The memo lists sit-ins, marches and banners as traditional
forms of protest, and vandalism, human chains, makeshift barricades,
trespassing and physical harassment of delegates as more aggressive
methods. In an ominous passage, it then says, “Even the more
peaceful techniques can create a climate of disorder, block
access to a site, draw large numbers of police officers to
a location in order to weaken security at another location,
obstruct traffic, and possibly intimidate people from attending
the events being protested.”
The bureau wants to know who these protestors are, the memo
reveals. “After demonstrations, activists are usually reluctant
to cooperate with law enforcement officials,” it says. “They
seldom carry any identification papers and often refuse to
divulge any information about themselves or other protesters.”
The document singles out the use of training camps, the Internet,
cell phones and radios as protest methods to be watched. “It
is interesting and bears watching that the memo singles out
new technologies: Internet, cell phones; in truth these have
become incredible and exponentially empowering tools for fostering
informed, connected participatory citizenship,” said Maureen
Aumand, a local activist affiliated with Women Against War.
Critics have charged that the memo presages a return to the
FBI’s abuses of the 1960s and 1970s, when director J. Edgar
Hoover had dissenters like Martin Luther King placed under
surveillance. Restrictions preventing the bureau from investigating
domestic political groups were later imposed, but last year
Attorney General John Aschcroft relaxed them significantly
as part of the government’s antiterrorism campaign.

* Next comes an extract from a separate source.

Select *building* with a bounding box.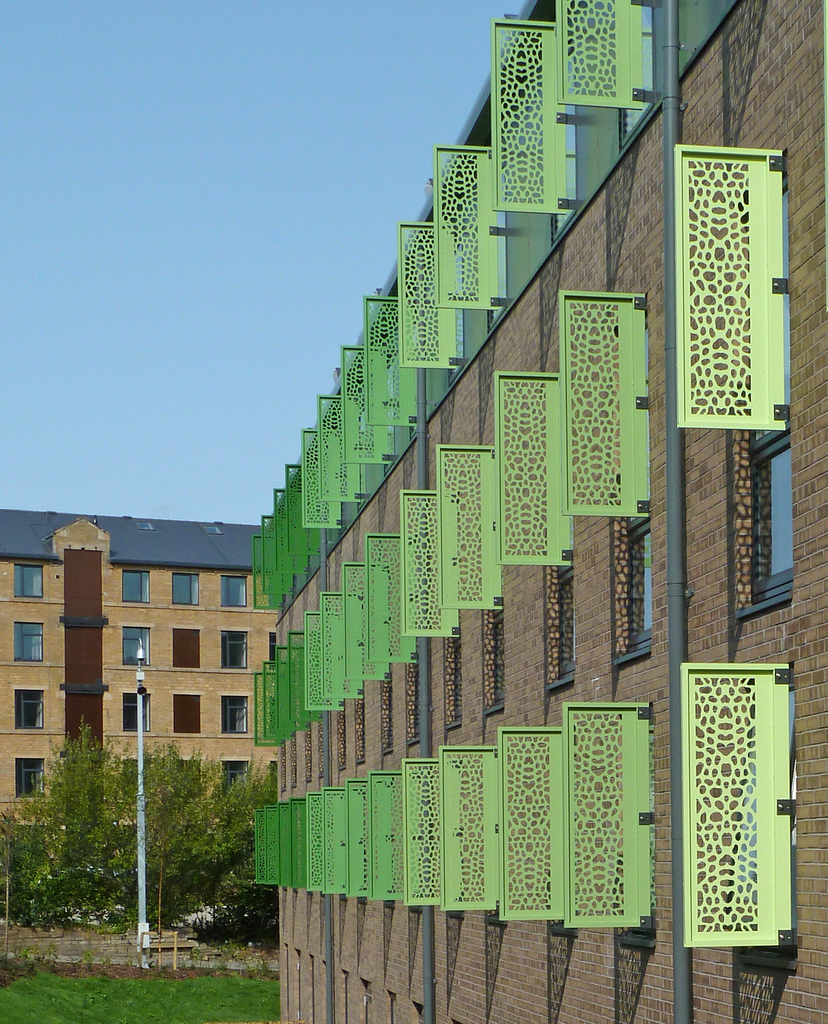
{"left": 0, "top": 508, "right": 281, "bottom": 856}.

Speaking on ABC’s This Week on Nov. 23, the day The
New York Times broke the story, Sen. Edward M. Kennedy
(D-Mass.) said of the memo, “This reminds me of the old Nixon
times and the enemies list. . . . That, I think, is a fundamental
flaw of this administration. It is absolutely outrageous in
terms of what this country is about. How could we be fighting
abroad to defend our freedoms and diminishing those freedoms
here at home?”
Lawrence Wittner, a University at Albany history professor
who studies popular protest movements and the author of Toward
Nuclear Abolition, echoed Kennedy, remarking, “Unfortunately,
the FBI seems to have fallen back upon its discredited policy
of spying on law-abiding Americans and confusing nonviolent
dissent with terrorist activity.”
FBI spokesman Whitney Blake refused to comment on the memo,
instead referring to a statement on the bureau’s Web site,
which says in part, “The FBI is committed to protecting the
constitutional rights of all Americans, including those who
oppose current policies of the government. In order to do
so, we must make law enforcement aware of the tactics of those
who wish to impinge on those rights by violently disrupting
otherwise peaceful marches and assemblies.”
Asked if he would be deterred from taking part in future antiwar
events knowing the FBI or local police may be watching, Paul
Tick, founder of Bethlehem Neighbors for Peace, said he would
not. He added, “Maybe the question of surveillance needs to
be looked at from this overall picture—what is happening to
our country under the Bush administration? Hopefully, more
than ever, people will realize that their involvement is the
only thing that can, in fact, save our democracy.”